Chapter One
And I quote,
‘You know what you can do with your job? You can take it, and your eye teeth, and your franking machine, and all that other rubbish I have to go about with, and you can shove it right up your arse‘.
Of course it wasn’t me who said that, it was young James Cooper, the working class hero in Quadrophenia. I didn’t say it because I’m not Jimmy - I’m not nineteen and I’m not working class, at least not any more. At thirty five I still do rather see myself as a mod, obscene though that may be, but I don’t have the nervous hatred any more, I don’t have the bile, even if I do have the parka. So although I longed to say what Jimmy said, my civility and judiciousness required that I instead tendered:
“There’s no easy way to say this boss, so I’ll come right out with it. Something has come up in my personal life which means I’m going to have to leave the company.”
Which does not have quite the same impact you’ll agree, and I buffered it further to extinguish any potential burning bridges.
“Well it’s Julie really, she wants to spend a year or so in Goa, India, and I’ve agreed to go with her. I’m not going to work, I’m going to write a book.”
I was too spineless to take the blame myself so I did what so many men do when they lack the courage to deny their peers and blamed the wife. And of course my resignation was quickly and professionally accepted with a well wishing handshake. No imploring or beseeching, not even any real expression of sorrow, just another businesslike anticlimax.
I wish resigning from a job could be a euphoric, defining moment; a defiant gesture of independence; two fingers to the system, like it is for Jimmy. But it never is, at least not for me. The problem is I think I’m more important than I am, and I expect the company to be devastated at the loss. But, like Jimmy, I will simply be replaced by someone else, and the business will resume largely unaffected.
Up to now, my line of work has been market research. A career I had not planned, but one that had already spanned some fifteen years. It began by accident and had continued by accident. I was in charge of a call centre conducting market research, hiring people on a freelance basis to phone other people to answer questions on a good-will basis. I largely employed layabouts and drifters who needed short-term money without having to sell out long term, and I liked this because I could continue to imagine that I had not sold out either. But the devious commercial spirit surreptitiously possessed me, killing the inner Trotsky, and after less than five years, I was a corporate bore, taking it all too seriously, seeing it symbiotically; the job and I depended on each other. Like so many others, I had been drugged by the comfort of a regular salary, institutionalised by the money - the salary as pacifier.
I had been trying to justify this concept of the salary as pacifier to myself for some years, trying to substantiate money as medicine, seeking to mitigate my guilt for becoming a bread head. But I’d failed and could only claim diminished responsibility as a corporate junkie. I am frankly amazed at how easy it is to be allayed by promotion - a pat on the back and a small hike in income is all that I’ve needed to follow doggedly in the way of the work. There is nothing as flattering as being worth more money. Each time I had become disillusioned in a job, my wily superiors seized the opportunity and gave me a higher dose of the pacification soma. And I lapped it up. This was not just the work treadmill any more, not the trap of paid labour versus poverty that is quite easy to beat for us would-be Bohemian types. No, this is psychological containment, the Catholic work ethic perhaps: guilt, money and obedience - the comfort of institutionalised security. They give it to us and we take it, we enjoy it, and who wouldn’t? It is enabling. The money has enabled me to take part in the conversations about house prices. It has enabled me to travel around the world on sanitised two-week package breaks to meet other well-heeled salary slaves to discuss house prices and the lack of Health & Safety in the developing world.
It took fifteen years to recognise I’d been duped. A customary mid-life crisis meant it had to change, and I decided I was to be pacified no more; from here on I would live without corporate sponsorship, without pandering to the pay rise, without the buffering bonus. I had to leave the country to be sure of escape. I’d go somewhere where I could not be tempted by money or a better job, somewhere that my company skills were useless. I would go to India.
Cold Turkey. No rehab for me, just straight up No Work, for a year at least. I was sure I could break the cycle and get off the salary for good, but I went to India to be sure. India, a place of spirituality and sense, a place of frequent madness and enormous frustration, the one place I knew where business couldn’t tempt me, where pay was so bad that I could ignore its lure, where my skills as a call centre manager would be useless, I mean, they don’t have call centres in India.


About this exercise:
Every line that contains the word "billed" should be copied from the records below.

====== Provided records

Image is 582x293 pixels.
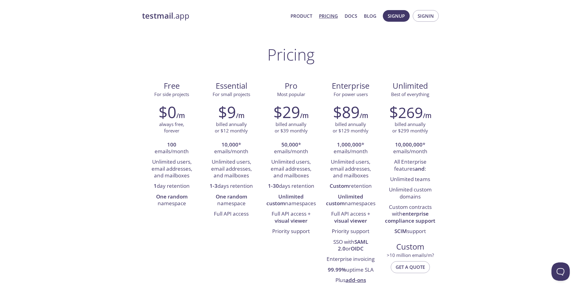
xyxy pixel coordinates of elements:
h1: Pricing [267,45,315,64]
span: > 10 million emails/m? [387,252,434,258]
span: Custom [385,241,435,252]
strong: SCIM [394,227,407,234]
li: * emails/month [325,140,376,157]
li: Unlimited users, email addresses, and mailboxes [325,157,376,181]
li: SSO with or [325,237,376,254]
span: Signin [417,12,434,20]
li: namespace [147,191,197,209]
li: Unlimited users, email addresses, and mailboxes [147,157,197,181]
a: Pricing [319,12,338,20]
li: Priority support [325,226,376,236]
li: Plus [325,275,376,285]
li: Custom contracts with [385,202,435,226]
h6: /m [300,110,308,121]
a: Docs [344,12,357,20]
strong: 1 [154,182,157,189]
li: namespaces [325,191,376,209]
li: Enterprise invoicing [325,254,376,264]
h6: /m [359,110,368,121]
h6: /m [236,110,244,121]
span: Unlimited [392,80,428,91]
h2: $29 [273,103,300,121]
li: * emails/month [266,140,316,157]
strong: visual viewer [334,217,367,224]
li: Full API access + [325,209,376,226]
h2: $ [389,103,423,121]
li: All Enterprise features : [385,157,435,174]
li: * emails/month [385,140,435,157]
strong: Custom [330,182,349,189]
li: emails/month [147,140,197,157]
li: namespaces [266,191,316,209]
strong: 50,000 [281,141,298,148]
span: Enterprise [326,81,375,91]
strong: 10,000,000 [395,141,422,148]
p: billed annually or $299 monthly [392,121,428,134]
li: Unlimited users, email addresses, and mailboxes [266,157,316,181]
span: For side projects [154,91,189,97]
span: Signup [388,12,405,20]
h2: $89 [333,103,359,121]
strong: 99.99% [328,266,346,273]
span: Essential [206,81,256,91]
strong: 1,000,000 [337,141,361,148]
strong: testmail [142,10,173,21]
strong: enterprise compliance support [385,210,435,224]
span: Get a quote [395,263,425,271]
button: Signin [413,10,439,22]
li: uptime SLA [325,264,376,275]
span: 269 [398,102,423,122]
li: retention [325,181,376,191]
li: support [385,226,435,236]
strong: One random [156,193,188,200]
h2: $9 [218,103,236,121]
a: testmail.app [142,11,286,21]
li: Full API access [206,209,257,219]
p: billed annually or $129 monthly [333,121,368,134]
li: Priority support [266,226,316,236]
strong: visual viewer [275,217,307,224]
h6: /m [176,110,185,121]
li: namespace [206,191,257,209]
span: Free [147,81,197,91]
li: Full API access + [266,209,316,226]
strong: 1-30 [268,182,279,189]
button: Get a quote [391,261,430,272]
p: billed annually or $12 monthly [215,121,248,134]
li: days retention [206,181,257,191]
li: Unlimited teams [385,174,435,184]
strong: 10,000 [221,141,238,148]
strong: and [415,165,424,172]
span: Pro [266,81,316,91]
button: Signup [383,10,410,22]
a: add-ons [345,276,366,283]
li: Unlimited users, email addresses, and mailboxes [206,157,257,181]
a: Product [290,12,312,20]
strong: Unlimited custom [266,193,304,206]
span: Best of everything [391,91,429,97]
span: For power users [333,91,368,97]
strong: One random [216,193,247,200]
li: * emails/month [206,140,257,157]
span: Most popular [277,91,305,97]
li: Unlimited custom domains [385,184,435,202]
strong: SAML 2.0 [338,238,368,252]
li: day retention [147,181,197,191]
h2: $0 [158,103,176,121]
a: Blog [364,12,376,20]
li: days retention [266,181,316,191]
p: billed annually or $39 monthly [275,121,308,134]
p: always free, forever [159,121,184,134]
strong: 100 [167,141,176,148]
iframe: Help Scout Beacon - Open [551,262,570,280]
strong: Unlimited custom [326,193,363,206]
strong: OIDC [351,245,363,252]
strong: 1-3 [209,182,217,189]
h6: /m [423,110,431,121]
span: For small projects [213,91,250,97]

============

Response:
p: billed annually or $299 monthly [392,121,428,134]
p: billed annually or $129 monthly [333,121,368,134]
p: billed annually or $12 monthly [215,121,248,134]
p: billed annually or $39 monthly [275,121,308,134]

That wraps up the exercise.